Paul Misener is Amazon.com’s Vice President for Global Innovation Policy and Communications. An Amazon veteran of more than 17 years, Paul explains and advocates Amazon’s culture and methods of sustained, customer-obsessed innovation, particularly in the context of Amazon’s Leadership Principles.
Paul founded Amazon’s public policy operations, and served as the company’s Vice President for Global Public Policy from February 2000 to May 2016. On behalf of Amazon and its customers, he has testified before the United States Congress over 30 times – on net neutrality, privacy, tax, cloud computing, and more – and on many dozens of occasions before other policymaking bodies around the world, and he has given hundreds of public speeches and media interviews.
Paul is both an engineer and attorney. Formerly a partner in the law firm of Wiley, Rein & Fielding.
Paul previously served as the Senior Legal Advisor to a commissioner of the US Federal Communications Commission, and as Intel’s Manager of Telecommunications and Computer Technology Policy. In the mid-1990s, he led the computer industry’s Internet Access Coalition, which included Intel, Microsoft, and IBM, and which successfully blocked the imposition of telecom access charges on Internet access. In the early 1990s, he was the assistant to the Chairman of the Emmy Award-winning FCC Advisory Committee on Advanced Television Service, which established the system that underlies all modern HDTV and computer displays.
In 2013, Paul chaired the technical subcommittee of the US Federal Aviation Administration’s advisory committee that recommended allowing commercial airline passengers to use portable electronics during taxi, takeoff, and landing. He is an inventor named in three patents.
In the late 1980s, after evaluating advanced government telecommunications systems at the Electromagnetic Compatibility Analysis Center, Paul was a public policy specialist for NTIA and a US delegate to several conferences of the United Nations International Telecommunication Union, including the 1988 ITU World Administrative Radio Conference, at which he chaired an international working group.
Paul had intended to become an astrophysicist and he conducted two senior research projects in Princeton’s Physics Department, both of which involved detectors he designed around joint field effect transistors, and one was conducted under the guidance of Dr. David Wilkinson, for whom the Wilkinson Microwave Anisotropy Probe is named. He remains fascinated and awed by space and time, particularly as illuminated by the Cosmic Microwave Background radiation.
Paul serves on the FCC’s Technological Advisory Council; the Board of the Public Affairs Council; the Advisory Board for Princeton University’s Center for Information Technology Policy; and the Board of the Partnership Fund for the Thomas Jefferson High School for Science and Technology, where he also Chairs the Corporate Advisory Board.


### Required action
Pick out every line in the data below that holds "style".

### Extracted entries
_____

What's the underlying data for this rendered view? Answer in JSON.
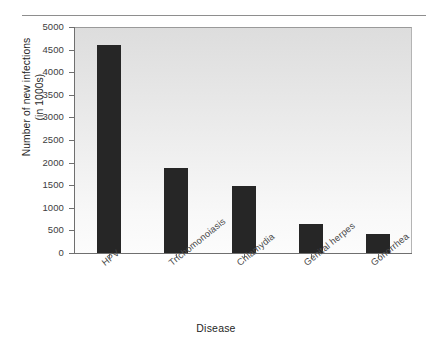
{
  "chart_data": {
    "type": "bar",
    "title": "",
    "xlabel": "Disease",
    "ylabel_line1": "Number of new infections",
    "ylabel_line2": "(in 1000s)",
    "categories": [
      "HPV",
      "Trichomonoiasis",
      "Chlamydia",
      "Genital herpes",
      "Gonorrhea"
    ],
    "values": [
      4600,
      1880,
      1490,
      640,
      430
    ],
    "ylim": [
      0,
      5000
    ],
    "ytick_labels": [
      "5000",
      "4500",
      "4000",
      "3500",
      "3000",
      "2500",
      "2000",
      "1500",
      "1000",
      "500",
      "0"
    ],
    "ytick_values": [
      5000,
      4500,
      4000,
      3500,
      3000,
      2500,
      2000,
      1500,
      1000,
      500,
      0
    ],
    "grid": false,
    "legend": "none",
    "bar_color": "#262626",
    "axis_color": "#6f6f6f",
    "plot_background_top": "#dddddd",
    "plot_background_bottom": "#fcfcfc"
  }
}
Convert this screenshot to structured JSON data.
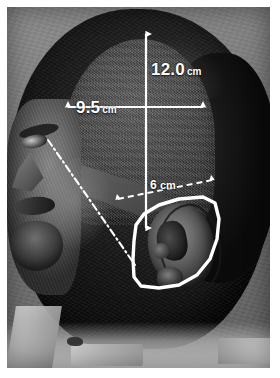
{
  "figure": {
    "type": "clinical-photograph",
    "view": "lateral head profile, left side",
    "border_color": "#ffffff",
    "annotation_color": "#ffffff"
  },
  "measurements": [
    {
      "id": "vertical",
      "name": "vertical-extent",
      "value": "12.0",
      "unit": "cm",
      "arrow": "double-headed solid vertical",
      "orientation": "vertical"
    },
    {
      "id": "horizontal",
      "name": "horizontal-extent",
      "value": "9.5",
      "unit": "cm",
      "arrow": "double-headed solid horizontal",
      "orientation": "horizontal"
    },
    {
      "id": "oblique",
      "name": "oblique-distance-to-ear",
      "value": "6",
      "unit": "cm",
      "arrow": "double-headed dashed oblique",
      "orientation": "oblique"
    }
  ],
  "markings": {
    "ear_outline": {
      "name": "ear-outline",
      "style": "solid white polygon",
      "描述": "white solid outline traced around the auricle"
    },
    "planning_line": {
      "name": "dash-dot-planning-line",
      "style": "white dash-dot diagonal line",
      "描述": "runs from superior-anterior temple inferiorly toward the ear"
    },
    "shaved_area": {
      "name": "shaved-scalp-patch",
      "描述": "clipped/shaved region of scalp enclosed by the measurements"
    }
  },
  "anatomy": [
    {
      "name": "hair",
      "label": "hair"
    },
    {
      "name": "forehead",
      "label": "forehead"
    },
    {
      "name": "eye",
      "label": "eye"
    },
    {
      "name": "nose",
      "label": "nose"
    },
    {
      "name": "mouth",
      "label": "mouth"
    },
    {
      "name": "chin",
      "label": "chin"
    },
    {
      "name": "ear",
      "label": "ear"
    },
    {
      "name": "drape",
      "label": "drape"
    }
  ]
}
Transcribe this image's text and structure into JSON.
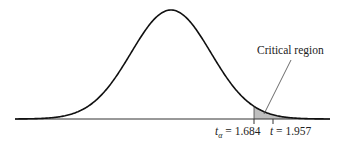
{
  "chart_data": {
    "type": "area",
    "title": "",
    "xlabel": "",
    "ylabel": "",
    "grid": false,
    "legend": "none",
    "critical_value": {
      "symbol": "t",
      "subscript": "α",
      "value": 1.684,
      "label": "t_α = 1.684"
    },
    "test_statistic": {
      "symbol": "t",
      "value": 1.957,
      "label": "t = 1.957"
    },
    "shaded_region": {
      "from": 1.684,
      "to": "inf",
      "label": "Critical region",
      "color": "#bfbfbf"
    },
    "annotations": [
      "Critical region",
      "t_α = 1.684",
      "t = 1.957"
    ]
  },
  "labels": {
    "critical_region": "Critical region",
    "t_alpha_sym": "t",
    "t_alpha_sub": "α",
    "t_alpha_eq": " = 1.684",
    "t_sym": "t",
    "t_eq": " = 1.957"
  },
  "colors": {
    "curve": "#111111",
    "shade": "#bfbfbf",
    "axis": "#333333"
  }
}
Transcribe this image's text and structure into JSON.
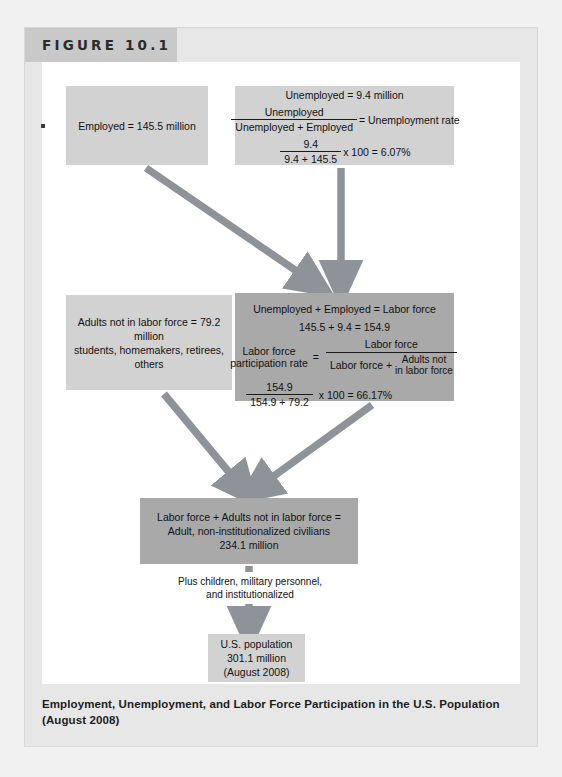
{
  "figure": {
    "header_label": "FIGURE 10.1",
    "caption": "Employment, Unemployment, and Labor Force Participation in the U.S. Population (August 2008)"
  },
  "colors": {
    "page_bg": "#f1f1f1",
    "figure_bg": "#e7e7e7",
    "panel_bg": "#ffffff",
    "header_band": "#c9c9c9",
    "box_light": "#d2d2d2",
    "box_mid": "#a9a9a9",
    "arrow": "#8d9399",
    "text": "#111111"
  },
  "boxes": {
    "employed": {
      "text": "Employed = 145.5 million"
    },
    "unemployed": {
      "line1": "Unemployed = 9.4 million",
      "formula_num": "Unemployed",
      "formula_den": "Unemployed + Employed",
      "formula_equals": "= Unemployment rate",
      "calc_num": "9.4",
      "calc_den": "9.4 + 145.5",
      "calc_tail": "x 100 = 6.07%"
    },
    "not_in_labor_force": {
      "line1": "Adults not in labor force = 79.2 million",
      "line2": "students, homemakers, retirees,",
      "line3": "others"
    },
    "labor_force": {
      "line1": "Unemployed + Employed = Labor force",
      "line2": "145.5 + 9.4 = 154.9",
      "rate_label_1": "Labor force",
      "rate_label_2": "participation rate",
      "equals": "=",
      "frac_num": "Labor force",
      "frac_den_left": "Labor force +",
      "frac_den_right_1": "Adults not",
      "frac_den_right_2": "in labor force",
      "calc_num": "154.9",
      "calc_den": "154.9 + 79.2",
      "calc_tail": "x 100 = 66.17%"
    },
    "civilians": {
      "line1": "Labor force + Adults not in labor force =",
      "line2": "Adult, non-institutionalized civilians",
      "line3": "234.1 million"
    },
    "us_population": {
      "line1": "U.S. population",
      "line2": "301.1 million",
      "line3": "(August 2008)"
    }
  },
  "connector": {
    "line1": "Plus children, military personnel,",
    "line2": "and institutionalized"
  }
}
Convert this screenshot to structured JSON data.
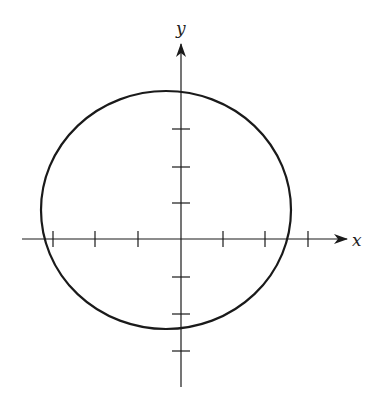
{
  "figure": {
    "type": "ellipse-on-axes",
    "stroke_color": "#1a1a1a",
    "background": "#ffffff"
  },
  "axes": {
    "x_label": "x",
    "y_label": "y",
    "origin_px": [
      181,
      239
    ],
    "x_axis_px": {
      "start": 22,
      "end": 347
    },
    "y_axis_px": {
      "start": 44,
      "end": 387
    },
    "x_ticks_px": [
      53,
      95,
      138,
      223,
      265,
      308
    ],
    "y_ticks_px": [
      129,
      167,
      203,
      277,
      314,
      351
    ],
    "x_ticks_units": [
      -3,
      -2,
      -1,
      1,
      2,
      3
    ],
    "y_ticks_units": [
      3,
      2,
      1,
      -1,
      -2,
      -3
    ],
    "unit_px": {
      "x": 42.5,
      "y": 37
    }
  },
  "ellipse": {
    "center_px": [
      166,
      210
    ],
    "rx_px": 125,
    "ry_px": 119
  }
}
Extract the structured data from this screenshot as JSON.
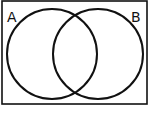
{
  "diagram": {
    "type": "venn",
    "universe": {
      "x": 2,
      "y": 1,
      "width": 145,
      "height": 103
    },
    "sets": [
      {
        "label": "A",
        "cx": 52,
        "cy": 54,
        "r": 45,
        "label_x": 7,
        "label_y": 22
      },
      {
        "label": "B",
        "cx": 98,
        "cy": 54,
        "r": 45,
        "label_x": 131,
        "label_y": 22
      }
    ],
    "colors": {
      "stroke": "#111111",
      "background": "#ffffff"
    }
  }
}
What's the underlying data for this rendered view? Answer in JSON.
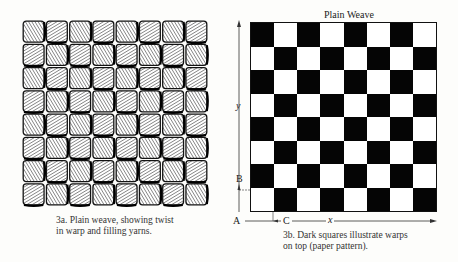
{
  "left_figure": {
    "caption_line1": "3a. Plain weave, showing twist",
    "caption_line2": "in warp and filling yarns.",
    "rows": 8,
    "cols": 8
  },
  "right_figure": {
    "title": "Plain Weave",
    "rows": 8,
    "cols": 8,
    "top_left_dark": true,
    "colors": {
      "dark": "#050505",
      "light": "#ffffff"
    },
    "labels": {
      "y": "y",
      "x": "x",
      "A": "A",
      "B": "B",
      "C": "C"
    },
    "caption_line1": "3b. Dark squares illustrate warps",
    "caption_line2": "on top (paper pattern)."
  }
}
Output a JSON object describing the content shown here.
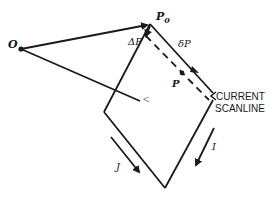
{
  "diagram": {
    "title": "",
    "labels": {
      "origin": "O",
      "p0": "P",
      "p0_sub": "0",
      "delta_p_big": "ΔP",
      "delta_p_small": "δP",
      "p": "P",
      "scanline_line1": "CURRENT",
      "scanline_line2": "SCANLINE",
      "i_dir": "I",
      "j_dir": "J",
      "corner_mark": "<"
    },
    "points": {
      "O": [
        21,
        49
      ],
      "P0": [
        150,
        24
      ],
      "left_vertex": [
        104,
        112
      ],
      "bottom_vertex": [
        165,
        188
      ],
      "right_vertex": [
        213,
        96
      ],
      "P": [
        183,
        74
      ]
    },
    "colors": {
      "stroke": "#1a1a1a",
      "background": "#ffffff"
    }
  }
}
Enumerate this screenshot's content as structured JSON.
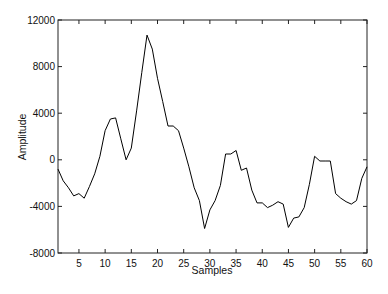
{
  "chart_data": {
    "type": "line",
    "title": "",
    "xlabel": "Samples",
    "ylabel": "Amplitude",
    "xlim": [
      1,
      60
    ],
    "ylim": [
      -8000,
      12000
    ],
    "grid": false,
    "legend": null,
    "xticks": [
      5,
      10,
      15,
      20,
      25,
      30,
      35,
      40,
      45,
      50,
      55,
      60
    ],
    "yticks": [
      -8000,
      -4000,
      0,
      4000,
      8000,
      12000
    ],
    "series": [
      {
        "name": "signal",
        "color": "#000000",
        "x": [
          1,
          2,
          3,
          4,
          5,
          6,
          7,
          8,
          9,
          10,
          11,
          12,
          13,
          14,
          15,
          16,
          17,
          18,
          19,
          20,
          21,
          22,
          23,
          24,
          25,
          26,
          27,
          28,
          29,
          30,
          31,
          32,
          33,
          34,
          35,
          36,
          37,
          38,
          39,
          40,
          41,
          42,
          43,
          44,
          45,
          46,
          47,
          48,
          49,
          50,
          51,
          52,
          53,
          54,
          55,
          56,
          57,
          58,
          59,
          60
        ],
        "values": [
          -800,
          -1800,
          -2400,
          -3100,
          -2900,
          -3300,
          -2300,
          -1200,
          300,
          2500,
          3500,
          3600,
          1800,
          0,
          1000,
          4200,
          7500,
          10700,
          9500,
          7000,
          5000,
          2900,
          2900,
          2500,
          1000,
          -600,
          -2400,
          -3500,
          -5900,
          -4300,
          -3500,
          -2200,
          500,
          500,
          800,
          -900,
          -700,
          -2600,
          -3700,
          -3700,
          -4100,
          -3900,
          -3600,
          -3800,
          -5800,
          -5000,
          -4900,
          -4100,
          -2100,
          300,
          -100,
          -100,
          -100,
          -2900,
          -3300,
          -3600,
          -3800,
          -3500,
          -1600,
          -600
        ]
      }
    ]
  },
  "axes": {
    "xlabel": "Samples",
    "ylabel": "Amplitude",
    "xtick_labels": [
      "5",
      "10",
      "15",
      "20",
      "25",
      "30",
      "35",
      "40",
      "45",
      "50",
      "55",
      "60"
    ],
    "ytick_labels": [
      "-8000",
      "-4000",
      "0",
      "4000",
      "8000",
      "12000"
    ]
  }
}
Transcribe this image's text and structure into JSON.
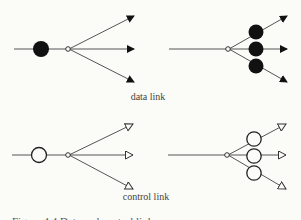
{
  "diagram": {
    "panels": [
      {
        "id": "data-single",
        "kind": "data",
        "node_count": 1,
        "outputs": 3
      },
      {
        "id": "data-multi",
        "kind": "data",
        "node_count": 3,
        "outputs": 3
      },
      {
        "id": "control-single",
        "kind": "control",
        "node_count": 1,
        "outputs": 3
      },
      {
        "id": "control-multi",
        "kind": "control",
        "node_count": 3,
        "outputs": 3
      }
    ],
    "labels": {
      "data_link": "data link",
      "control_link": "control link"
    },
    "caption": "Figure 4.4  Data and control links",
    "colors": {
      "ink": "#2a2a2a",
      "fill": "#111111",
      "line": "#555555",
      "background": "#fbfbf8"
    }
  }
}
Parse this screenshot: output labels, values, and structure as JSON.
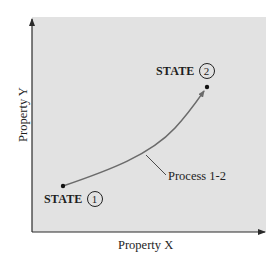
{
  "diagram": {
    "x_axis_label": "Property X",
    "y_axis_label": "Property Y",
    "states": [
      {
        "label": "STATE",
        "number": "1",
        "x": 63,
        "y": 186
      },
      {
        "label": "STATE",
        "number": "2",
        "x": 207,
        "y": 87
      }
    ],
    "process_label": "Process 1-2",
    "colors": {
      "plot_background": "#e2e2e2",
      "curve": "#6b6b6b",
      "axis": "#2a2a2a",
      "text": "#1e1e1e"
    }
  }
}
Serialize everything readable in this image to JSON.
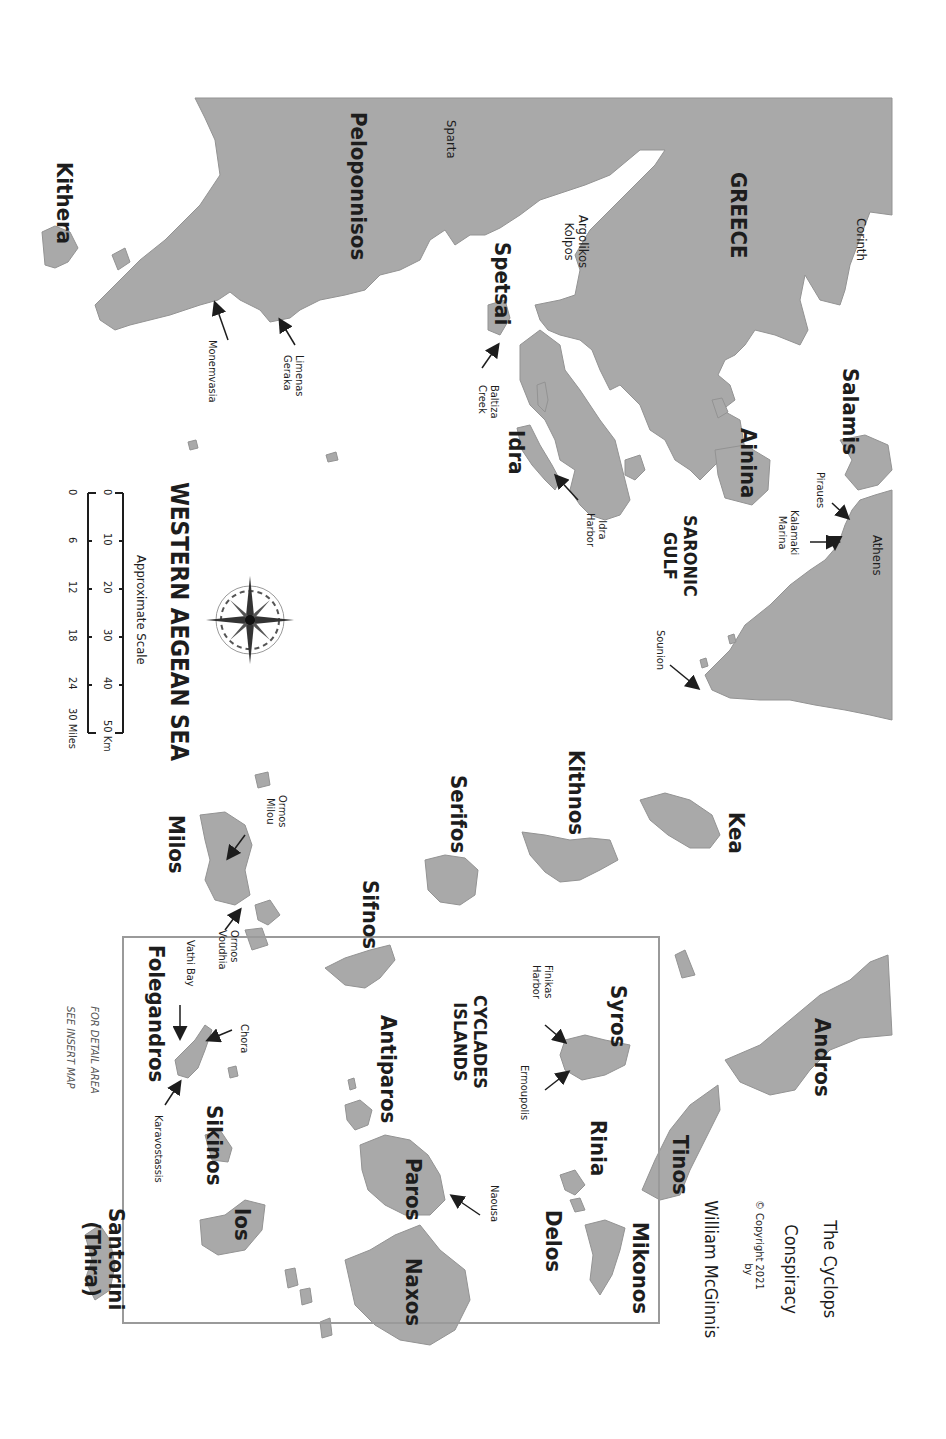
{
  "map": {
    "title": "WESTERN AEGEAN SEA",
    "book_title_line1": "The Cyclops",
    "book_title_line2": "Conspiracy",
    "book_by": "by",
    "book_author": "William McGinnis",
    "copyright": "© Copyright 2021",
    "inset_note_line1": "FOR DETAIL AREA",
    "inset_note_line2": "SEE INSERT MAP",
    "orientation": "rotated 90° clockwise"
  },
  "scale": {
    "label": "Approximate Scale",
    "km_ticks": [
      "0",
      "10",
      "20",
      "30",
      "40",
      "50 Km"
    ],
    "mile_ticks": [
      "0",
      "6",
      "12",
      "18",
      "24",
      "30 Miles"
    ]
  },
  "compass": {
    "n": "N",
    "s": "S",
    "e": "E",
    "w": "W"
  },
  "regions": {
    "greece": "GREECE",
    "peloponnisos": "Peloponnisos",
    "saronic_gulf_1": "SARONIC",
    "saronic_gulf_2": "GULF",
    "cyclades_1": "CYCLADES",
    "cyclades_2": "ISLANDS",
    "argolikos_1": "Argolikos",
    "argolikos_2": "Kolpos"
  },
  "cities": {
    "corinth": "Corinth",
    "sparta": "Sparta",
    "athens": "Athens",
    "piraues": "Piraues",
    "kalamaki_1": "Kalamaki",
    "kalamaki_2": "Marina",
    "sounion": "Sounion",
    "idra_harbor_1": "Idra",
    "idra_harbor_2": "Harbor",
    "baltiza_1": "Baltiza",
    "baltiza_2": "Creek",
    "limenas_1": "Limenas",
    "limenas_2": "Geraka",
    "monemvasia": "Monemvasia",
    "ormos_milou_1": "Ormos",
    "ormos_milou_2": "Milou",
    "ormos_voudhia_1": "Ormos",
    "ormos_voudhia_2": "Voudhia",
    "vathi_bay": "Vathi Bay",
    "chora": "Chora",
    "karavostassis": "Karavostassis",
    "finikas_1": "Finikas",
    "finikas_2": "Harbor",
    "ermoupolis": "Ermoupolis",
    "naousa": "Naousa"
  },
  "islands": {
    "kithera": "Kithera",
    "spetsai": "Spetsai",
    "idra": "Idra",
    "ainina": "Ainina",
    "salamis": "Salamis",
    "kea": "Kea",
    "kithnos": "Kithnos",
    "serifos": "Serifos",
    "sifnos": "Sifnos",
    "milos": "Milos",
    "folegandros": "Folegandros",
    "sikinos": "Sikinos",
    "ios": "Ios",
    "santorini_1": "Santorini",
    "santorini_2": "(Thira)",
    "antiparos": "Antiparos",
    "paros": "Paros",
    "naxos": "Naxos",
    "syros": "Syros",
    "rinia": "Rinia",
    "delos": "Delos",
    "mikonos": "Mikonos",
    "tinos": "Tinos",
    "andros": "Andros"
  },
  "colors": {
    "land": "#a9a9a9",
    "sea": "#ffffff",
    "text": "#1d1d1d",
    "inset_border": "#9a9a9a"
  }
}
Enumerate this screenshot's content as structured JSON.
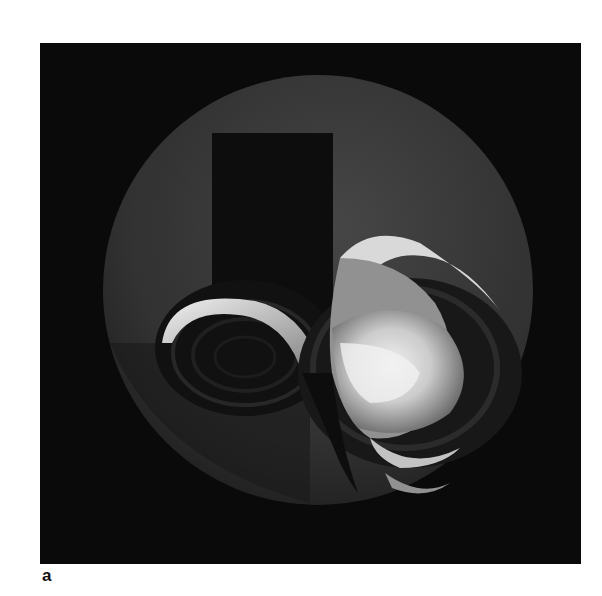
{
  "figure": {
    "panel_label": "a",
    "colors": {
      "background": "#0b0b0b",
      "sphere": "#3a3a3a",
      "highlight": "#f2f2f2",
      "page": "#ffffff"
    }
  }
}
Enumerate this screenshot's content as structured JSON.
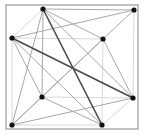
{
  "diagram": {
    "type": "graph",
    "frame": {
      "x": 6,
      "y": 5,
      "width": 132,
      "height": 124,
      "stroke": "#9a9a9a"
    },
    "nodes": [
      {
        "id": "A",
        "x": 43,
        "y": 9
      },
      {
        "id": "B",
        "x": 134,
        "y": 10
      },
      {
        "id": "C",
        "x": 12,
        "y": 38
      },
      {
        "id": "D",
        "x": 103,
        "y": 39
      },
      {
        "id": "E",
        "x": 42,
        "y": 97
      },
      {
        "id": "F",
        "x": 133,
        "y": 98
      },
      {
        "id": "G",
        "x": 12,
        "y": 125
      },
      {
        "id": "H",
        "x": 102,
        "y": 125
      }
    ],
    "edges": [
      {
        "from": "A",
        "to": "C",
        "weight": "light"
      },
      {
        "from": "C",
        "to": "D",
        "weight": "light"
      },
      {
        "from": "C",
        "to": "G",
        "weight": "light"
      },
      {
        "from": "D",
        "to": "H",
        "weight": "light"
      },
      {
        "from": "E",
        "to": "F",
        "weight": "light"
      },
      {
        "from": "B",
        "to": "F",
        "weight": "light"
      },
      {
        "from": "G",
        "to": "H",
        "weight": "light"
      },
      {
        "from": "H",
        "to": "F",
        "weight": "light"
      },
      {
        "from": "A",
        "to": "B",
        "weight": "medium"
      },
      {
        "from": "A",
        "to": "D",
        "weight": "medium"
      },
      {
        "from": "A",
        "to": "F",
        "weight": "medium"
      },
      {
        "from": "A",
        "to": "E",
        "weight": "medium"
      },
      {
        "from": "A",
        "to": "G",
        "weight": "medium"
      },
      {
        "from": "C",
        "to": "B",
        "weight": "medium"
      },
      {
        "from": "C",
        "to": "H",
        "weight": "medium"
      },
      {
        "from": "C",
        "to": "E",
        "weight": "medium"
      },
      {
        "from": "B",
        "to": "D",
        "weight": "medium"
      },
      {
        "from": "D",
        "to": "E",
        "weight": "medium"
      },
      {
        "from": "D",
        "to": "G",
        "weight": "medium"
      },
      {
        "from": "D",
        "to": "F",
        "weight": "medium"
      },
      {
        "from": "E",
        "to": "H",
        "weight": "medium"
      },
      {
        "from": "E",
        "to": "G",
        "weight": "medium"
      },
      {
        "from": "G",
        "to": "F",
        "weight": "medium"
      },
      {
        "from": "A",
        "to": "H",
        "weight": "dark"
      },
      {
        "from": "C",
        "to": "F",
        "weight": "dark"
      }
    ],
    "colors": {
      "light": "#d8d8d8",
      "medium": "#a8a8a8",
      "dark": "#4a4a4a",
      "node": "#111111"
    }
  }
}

_____

### Reply to the task
      "style": "solid white polygon",
      "style": "white dash-dot diagonal line",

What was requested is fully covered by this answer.